When you experience events that are totally outside your control, you begin to wonder how much is ever actually within your control. Even in the daily act of driving a car, we do things that help us feel more in control, like clenching the steering wheel harder and harder in a high wind. Once you have reached a certain pressure and friction on the surface of the wheel, what good does it do to grasp harder and harder? It might even be counter-productive because of the tightness you are creating in your arms and shoulders. Ironically, we think we are trying to get more comfortable with the situation.
Like a blinding rain storm that buffets our car, physical pain, death, passing time, and even joy also move through and on regardless of our desires and our efforts. How do they do that? How can we live comfortably in this ever-changing world? These are among the questions to be explored in this blog.
We will consider the Buddha’s advice, ostensibly about the rain:
The rain pours down upon the well-roofed house.
It falls not upon the house that is roofless,
Therefore open wide that which is closed,
And the rain will not descend upon it. (Udana 5.5)
And Lǎozǐ’s advice to the emperor, usually translated as “Do not interfere, and there is nothing that will not be done” The character-by-character version is cleaner, and avoids the dichotomy implicit in the word “interfere,” a duality between my action and other activity, between me and the world. Wú wéi ér wú bù wéi. 無為而無 不 為 Not do, therefore no(thing) not done.
(Note the difficulty created when English inserts the ontologically loaded word “thing” into this “cleaner” version to make it more readable. This blog will consider a number of such linguistic traps.)
These reflections began during the 18 months between my wife Laura’s diagnosis for stage 4 brain cancer and her death on January 30, 2010. Four years later and having just turned 70, I have come to the conclusion that the book project I have been working on to develop and record these reflections may or may not get done by the time I turn 80, assuming I reach that age and assuming I don’t find yet another author who absolutely must be analyzed before submitting anything for publication. Therefore, I have decided to follow my own advice and to let go by blogging.
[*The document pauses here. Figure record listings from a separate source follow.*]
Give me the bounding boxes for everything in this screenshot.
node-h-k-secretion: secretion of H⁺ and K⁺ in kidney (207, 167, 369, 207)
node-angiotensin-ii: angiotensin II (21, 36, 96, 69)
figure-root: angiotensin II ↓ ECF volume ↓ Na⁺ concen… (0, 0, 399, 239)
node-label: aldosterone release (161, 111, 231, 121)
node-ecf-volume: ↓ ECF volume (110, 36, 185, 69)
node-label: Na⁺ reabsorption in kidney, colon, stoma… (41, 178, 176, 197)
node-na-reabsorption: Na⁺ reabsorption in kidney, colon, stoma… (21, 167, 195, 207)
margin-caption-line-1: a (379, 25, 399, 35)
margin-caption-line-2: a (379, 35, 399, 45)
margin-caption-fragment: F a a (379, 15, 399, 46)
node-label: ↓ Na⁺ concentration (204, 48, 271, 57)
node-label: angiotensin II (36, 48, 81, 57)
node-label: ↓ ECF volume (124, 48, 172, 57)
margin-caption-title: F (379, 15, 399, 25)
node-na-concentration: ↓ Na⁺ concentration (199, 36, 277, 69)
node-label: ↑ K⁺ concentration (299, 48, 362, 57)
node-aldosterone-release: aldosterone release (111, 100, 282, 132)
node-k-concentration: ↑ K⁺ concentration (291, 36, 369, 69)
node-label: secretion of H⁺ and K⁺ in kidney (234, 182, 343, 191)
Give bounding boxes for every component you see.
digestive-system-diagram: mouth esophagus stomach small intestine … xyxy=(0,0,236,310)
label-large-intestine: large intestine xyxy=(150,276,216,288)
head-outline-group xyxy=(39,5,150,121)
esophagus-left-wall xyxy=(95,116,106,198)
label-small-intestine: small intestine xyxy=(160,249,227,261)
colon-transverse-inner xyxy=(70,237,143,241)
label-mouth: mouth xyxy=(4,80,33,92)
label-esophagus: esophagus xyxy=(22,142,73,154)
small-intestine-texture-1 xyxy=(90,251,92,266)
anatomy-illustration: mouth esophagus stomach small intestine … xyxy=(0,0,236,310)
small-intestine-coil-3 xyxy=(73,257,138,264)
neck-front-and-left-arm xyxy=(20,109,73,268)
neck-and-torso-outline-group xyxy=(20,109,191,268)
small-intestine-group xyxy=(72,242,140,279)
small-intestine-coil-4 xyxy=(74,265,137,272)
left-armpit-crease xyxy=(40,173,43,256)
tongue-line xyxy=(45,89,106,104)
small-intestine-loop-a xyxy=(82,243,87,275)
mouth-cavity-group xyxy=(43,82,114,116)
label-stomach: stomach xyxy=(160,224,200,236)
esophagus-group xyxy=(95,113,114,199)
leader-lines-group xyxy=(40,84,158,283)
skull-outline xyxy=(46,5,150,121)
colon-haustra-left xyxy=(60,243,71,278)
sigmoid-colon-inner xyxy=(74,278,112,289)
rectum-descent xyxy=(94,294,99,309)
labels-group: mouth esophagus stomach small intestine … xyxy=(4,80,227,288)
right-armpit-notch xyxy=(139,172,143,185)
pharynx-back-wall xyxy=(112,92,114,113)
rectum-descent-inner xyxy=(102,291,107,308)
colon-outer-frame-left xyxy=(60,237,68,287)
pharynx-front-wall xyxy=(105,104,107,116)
Many people focus on the letting go, on the “not do” in Lǎozǐ. They tend to forget about the equally important point “no(thing) not done.” They’ve made a dichotomy between doing and not-doing. Both the Buddha and Lǎozǐ warn about the pitfalls of such dualisms, and both are mistakenly seen as go-with-the-flow dropouts. In fact, both had very active (non)agendas. The Daodejing was written as a manual for how to govern a country. (See Rudolf G. Wagner’s three volume study.) The Buddha taught nothing less than how to end suffering. As for me, I am not doing a book, but I am blogging, which someday may result in a book. The book is no longer the point. So the blog gets done.
This blog will be organized around six insights that opened my eyes and my heart in different ways. The first four were said by Laura during her illness. My cousin Bill Daly said the fifth during my mother’s wake, and the last comes from a poem by Yehuda Amichai.
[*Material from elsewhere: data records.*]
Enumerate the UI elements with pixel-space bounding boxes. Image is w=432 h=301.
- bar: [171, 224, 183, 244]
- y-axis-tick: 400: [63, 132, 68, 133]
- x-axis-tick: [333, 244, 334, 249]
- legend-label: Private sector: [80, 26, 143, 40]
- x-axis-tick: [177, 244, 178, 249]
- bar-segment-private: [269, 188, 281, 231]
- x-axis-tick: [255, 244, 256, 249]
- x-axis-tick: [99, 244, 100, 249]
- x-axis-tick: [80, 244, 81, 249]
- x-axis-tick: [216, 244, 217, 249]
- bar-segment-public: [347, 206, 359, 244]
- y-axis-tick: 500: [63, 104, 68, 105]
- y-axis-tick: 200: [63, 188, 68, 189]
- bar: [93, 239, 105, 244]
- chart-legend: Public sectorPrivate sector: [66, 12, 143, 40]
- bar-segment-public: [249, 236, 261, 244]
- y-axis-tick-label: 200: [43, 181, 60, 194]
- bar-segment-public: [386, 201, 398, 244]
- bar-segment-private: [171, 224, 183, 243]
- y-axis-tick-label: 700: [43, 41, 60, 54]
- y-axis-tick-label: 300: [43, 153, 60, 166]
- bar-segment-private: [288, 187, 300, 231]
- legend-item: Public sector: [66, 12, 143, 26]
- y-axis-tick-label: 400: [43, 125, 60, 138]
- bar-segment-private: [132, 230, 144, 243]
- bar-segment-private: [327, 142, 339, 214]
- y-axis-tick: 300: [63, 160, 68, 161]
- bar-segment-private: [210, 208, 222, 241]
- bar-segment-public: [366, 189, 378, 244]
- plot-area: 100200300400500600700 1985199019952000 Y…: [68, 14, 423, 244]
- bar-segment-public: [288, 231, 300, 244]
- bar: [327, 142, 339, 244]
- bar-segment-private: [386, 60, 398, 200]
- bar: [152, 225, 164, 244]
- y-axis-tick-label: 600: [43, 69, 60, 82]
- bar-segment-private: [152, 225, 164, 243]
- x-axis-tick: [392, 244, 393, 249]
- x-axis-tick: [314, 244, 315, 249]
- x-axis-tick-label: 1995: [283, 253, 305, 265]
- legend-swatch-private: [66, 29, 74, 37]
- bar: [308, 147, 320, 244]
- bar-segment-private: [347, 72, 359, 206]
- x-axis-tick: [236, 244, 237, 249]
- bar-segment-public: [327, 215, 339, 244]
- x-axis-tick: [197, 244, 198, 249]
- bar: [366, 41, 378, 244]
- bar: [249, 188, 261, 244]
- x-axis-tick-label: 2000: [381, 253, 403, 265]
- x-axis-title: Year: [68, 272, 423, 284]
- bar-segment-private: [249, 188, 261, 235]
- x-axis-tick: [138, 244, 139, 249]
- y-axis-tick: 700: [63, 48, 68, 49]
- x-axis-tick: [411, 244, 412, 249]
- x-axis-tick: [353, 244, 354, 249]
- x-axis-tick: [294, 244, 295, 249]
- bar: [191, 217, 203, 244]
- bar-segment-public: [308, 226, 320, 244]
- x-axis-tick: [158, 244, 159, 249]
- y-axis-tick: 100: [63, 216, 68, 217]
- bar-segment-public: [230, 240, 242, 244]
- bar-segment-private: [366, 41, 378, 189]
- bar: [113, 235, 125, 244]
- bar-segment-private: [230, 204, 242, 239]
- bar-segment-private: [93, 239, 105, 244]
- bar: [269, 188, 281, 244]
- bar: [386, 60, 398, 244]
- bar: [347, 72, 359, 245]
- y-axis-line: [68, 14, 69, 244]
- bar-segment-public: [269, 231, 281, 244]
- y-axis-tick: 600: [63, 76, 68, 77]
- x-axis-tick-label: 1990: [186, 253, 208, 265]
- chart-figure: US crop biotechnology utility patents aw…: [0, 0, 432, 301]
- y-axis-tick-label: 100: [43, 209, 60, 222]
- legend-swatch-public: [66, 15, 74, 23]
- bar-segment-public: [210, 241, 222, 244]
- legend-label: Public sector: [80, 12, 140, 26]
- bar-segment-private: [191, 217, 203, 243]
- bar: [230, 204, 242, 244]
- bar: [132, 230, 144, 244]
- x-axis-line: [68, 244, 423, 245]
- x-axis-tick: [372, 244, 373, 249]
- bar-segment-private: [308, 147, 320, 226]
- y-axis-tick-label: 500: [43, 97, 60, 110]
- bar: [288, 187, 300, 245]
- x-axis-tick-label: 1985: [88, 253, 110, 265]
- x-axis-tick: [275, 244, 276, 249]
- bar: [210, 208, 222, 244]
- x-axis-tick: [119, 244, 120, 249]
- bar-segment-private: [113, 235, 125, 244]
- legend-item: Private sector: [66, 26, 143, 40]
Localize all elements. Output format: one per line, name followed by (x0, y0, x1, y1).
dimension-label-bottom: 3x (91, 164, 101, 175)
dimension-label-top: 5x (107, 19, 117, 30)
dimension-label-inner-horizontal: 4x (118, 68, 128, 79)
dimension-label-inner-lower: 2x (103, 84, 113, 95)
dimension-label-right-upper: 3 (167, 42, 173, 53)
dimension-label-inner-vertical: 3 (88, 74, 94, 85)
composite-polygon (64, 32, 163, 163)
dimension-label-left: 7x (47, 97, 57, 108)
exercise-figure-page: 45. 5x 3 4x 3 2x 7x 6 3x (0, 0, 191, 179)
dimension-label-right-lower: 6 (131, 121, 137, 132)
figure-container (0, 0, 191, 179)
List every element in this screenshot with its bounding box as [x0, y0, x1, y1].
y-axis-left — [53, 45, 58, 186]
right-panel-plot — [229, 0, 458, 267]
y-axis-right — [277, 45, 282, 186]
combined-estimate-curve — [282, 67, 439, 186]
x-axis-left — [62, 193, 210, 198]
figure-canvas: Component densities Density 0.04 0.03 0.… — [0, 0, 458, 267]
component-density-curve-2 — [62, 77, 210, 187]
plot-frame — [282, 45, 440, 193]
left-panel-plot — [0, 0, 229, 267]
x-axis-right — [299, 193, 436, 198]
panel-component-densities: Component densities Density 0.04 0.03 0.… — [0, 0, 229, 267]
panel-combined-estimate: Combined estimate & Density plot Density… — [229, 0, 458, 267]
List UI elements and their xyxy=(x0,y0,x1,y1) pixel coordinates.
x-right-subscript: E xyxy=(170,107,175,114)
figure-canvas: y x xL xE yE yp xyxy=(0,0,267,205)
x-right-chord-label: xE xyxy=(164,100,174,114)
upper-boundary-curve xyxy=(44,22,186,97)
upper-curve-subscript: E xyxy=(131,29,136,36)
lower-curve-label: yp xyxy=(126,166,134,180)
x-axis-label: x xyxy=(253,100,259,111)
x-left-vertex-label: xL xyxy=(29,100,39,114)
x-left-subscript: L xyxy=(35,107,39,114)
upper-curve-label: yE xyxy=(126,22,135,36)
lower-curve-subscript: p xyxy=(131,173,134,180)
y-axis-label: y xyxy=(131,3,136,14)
As items are posted here, they will be placed in one of these categories and can be reached through the navigation menu in the sidebar.
- As we were driving home from her last Avastin infusion, I told Laura that I was thinking of going on family leave and then retiring to spend more time with her. She vehemently opposed my stopping working because, as she said, she did not want me to waste my time “reading and scribbling.” The posts under this heading reflect on the process of reading and scribbling.
- After Laura’s surgeon, radiation oncologist, and oncologist told her that she should look for a clinical trial because there was nothing more they could do for her, I heard Laura tell visitors about the “three kiss-offs” she had received from them. These posts will discuss pain, suffering, and feelings, how we think about them, and how we act with them.
- When I was putting her to bed one night towards the end, Laura said “Whoever you are, I love you.” These posts concern questions of who is dying, who continues to live, who loves, who is loved, selfhood, and the Buddhist notions of no-self and compassion.
- In the first months after diagnosis, Laura frequently said to me and our daughter Anne Mei, “I will miss you.” These posts will address death, regret, and what comes after.
- During my mother’s wake, we were talking about the many sweets being prepared for the party my mother wanted us all to have after the funeral. When I mentioned that I had stopped drinking, my cousin Bill thought a moment and said, “Some cop is not going to arrest you for driving under the influence of Dunkin’ Donuts.” These posts will discuss practical applications of some of the abstractions and speculations elsewhere in this blog, to explore how open-the-roof and not-do are not just Eastern mysticism nor facile word play.
- Between my mother’s death and Laura’s death, I read Yehuda Amichai’s book of poems Open Closed Open. The words in Amichai’s title are adjectives. For reasons to be explained in these posts, I look into the verbs, open close open, to understand a world constantly moving and changing.
Additionally, over the past year since I started this blog I have added two categories. One is called “Driving today” for posts about practical applications of these scribbles to current situations. The posts that will be added to the second will consist primarily of reflections from old journals that treat similar subjects, with occasional notes to explain references that are obscure today. Since the differences between the author of these reflections and the author of this blog raise questions about whether or not they are the same person, I call this section: Who was I? and other inappropriate attentions.